Berni reached down and pressed her thumb into his eye.

The other men at his table started laughing as he shrieked, covering his eye, calling Berni every obscenity she’d ever heard, plus some new ones. Lev and Anita came running. “Is there blood?” The man pried his eye open as Lev murmured, “Let me see, let me see.”

“He touched me!” Berni spat. “On my bottom, like he owned it!” She could tell Anita was trying not to laugh. Their eyes met, Anita’s sparkling. Soon the two of them had collapsed into giggles.

“What is this girl’s name?” the man spat. “Better not see her again, Lev, or I swear—”

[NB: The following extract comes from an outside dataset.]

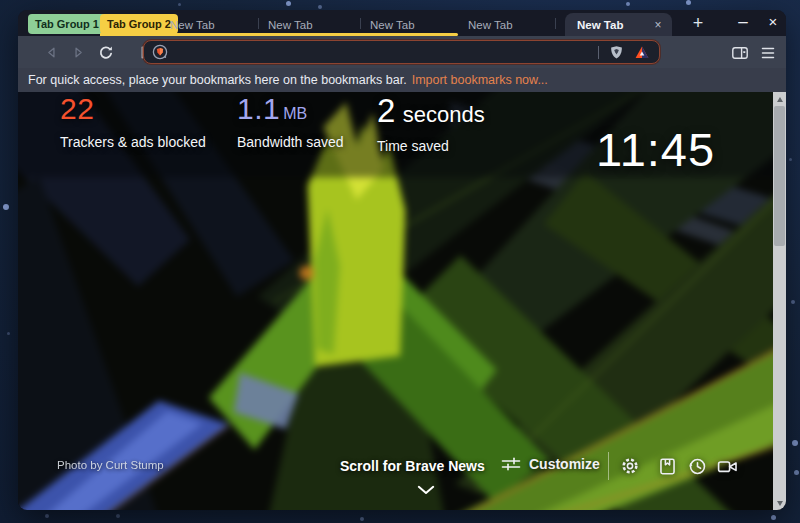 The height and width of the screenshot is (523, 800). Describe the element at coordinates (218, 80) in the screenshot. I see `infobar-message: For quick access, place your bookmarks h…` at that location.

“Her name is Berni,” said Lev, “and she is only training, mein Herr.” He glared at her with his hand on the man’s shoulder.

“Berni!” Now the man began to laugh, still holding his eye. He whispered something to his companions. “You should not hire another one, Lev, they’re nothing but trouble.”

“No, no.” Anita laughed lightly. “Berni, it’s short for Bernadette, not Bernard.”

Everyone except Berni laughed together now, and she felt a prickle of panic. What were they talking about? “How’s my given name your business?”

“Calm down, honey,” said another man at the table. “When a big girl like you runs around with a Transvestit, well, people are going to get confused.”